Dr. Christopher Mason is a Professor of Genomics, Physiology, and Biophysics at Weill Cornell Medicine and the Director of the WorldQuant Initiative for Quantitative Prediction. He is also co-Founder and global director at Biotia, co-Founder and scientific director at Onegevity, Director of Genomics at Tempus Labs, and recently published The Next 500 Years: Engineering Life to Reach New Worlds.

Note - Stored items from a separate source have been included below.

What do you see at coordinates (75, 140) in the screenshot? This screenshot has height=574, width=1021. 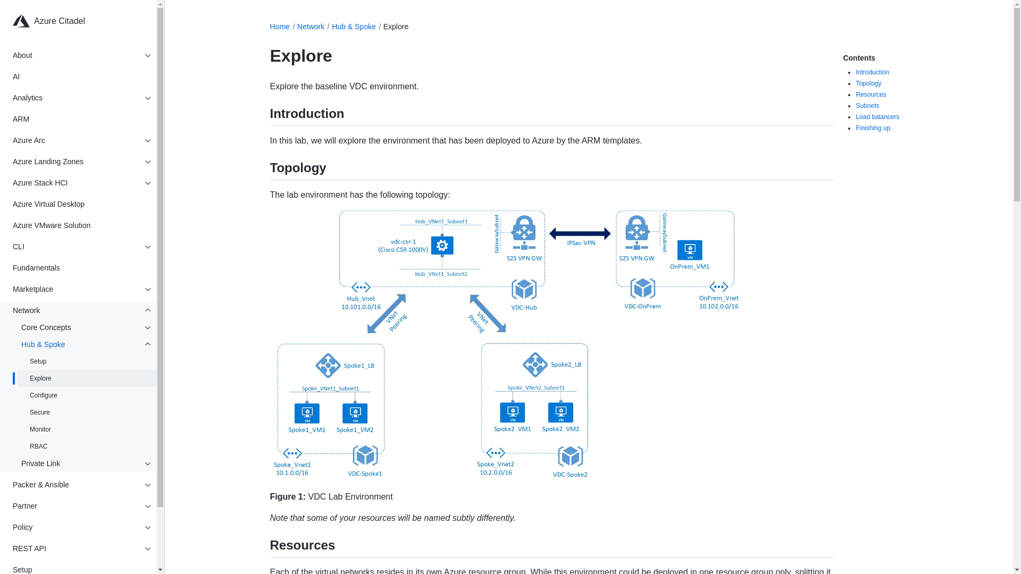 I see `Azure Arc` at bounding box center [75, 140].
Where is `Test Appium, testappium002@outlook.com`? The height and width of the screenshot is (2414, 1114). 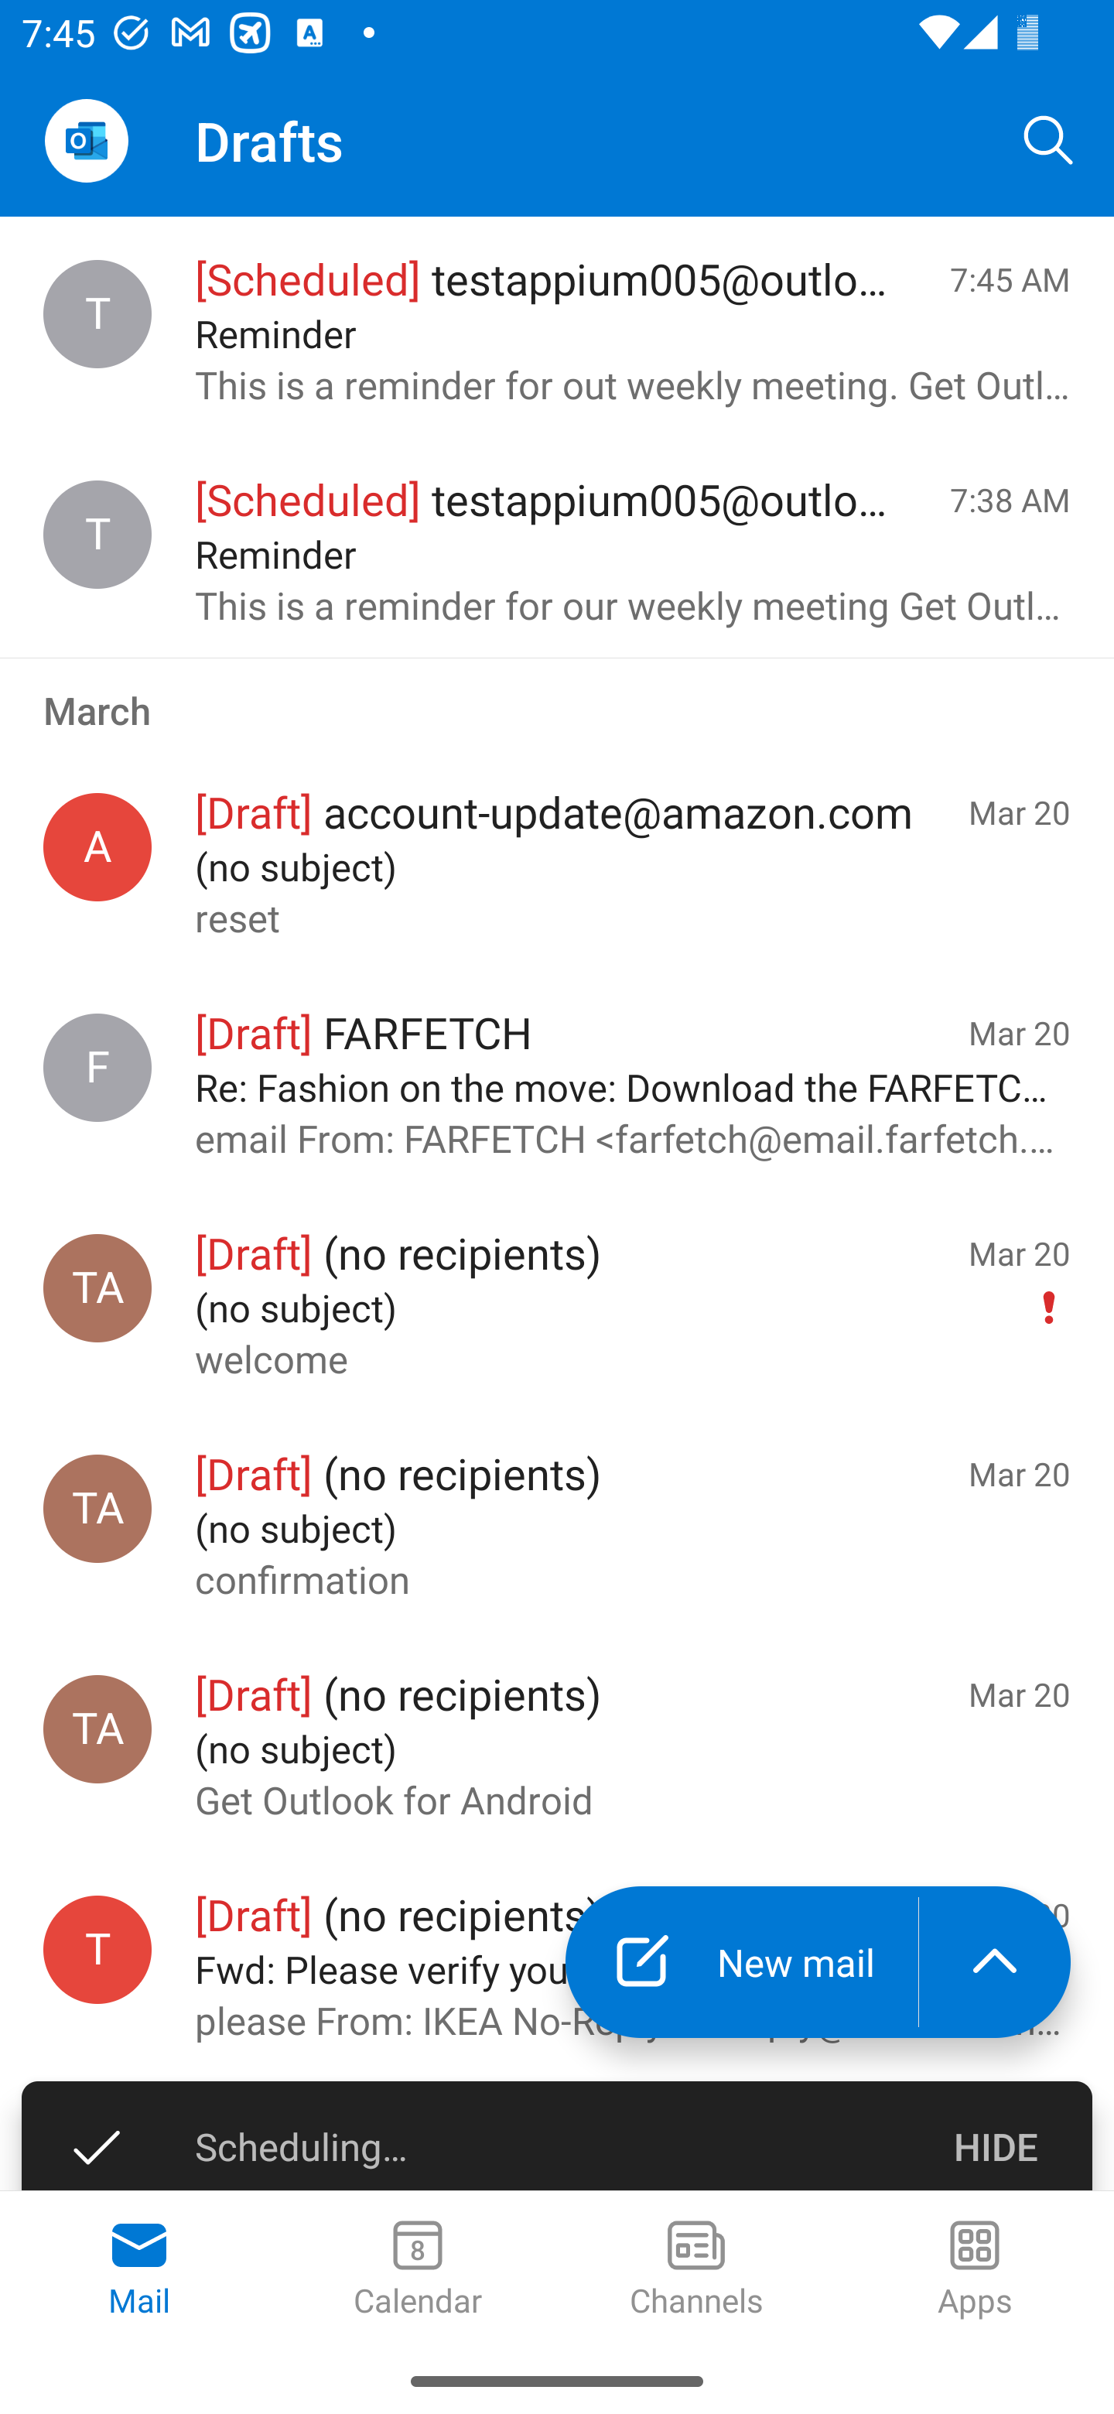 Test Appium, testappium002@outlook.com is located at coordinates (97, 1288).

Dr. Mason develops and deploys computational and experimental methodologies to identify the functional genetic elements of the human genome and metagenome. To do this, we perform research in three principal areas: (1) molecular profiling in patients with extreme phenotypes, including brain malformations, aggressive cancers, and astronauts, (2) creating new biochemical and computational techniques in DNA/RNA sequencing and DNA/RNA base modifications, and (3) the development of new cell and genome modifications. In the very long term, we believe these systems-based methods will enable an understanding of the functional elements of the human genome and embedded metagenome, such that we can begin to repair or re-engineer these genetic networks for ameliorating disease and lay the foundation to enable long-term human spaceflight.

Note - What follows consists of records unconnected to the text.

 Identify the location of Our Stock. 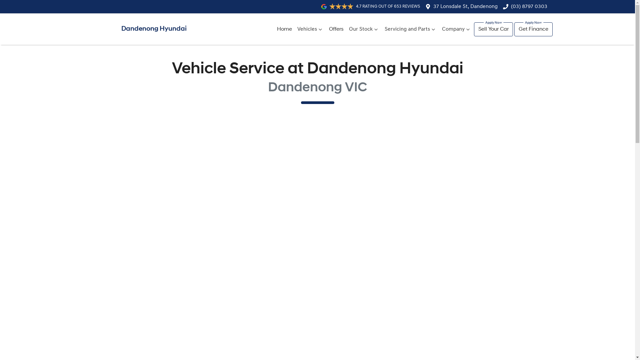
(364, 29).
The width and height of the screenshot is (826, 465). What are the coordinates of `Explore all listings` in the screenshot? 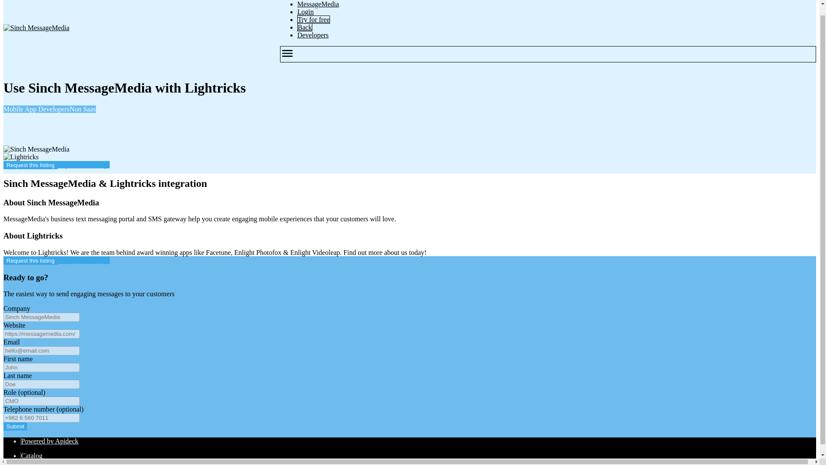 It's located at (83, 164).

Dr. Mason has won the NIH’s Transformative R01 Award, the NASA Group Achievement Award, the Pershing Square Sohn Cancer Research Alliance Young Investigator award, the Hirschl-Weill-Caulier Career Scientist Award, the Vallee Scholar Award, the International Space Station (ISS) Research and Development Award, the CDC Honor Award for Standardization of Clinical Testing, and the WorldQuant Foundation Scholar Award. He was named as one of the “Brilliant Ten” Scientists by Popular Science, featured as a TEDMED speaker, and called “The Genius of Genetics” by 92Y. He has written 2 books and >300 peer-reviewed papers, featured on the covers of Nature, Science, Cell, Nature Biotechnology, Nature Microbiology, and Neuron, as well as legal briefs cited by the U.S. District Court and U.S. Supreme Court. Coverage of his work has also appeared on the covers of the Wall Street Journal, New York Times, TIME, The LA Times, and across many media (ABC, NBC, CBS, Fox, CNN, PBS, NASA, NatGeo). He is an inventor on four patents, co-creator of five FDA-authorized diagnostic tests, founded five biotechnology companies, and he serves as an advisor to 21 others, as well as 3 non-profits. He lives with his daughter and wife in Brooklyn, NY.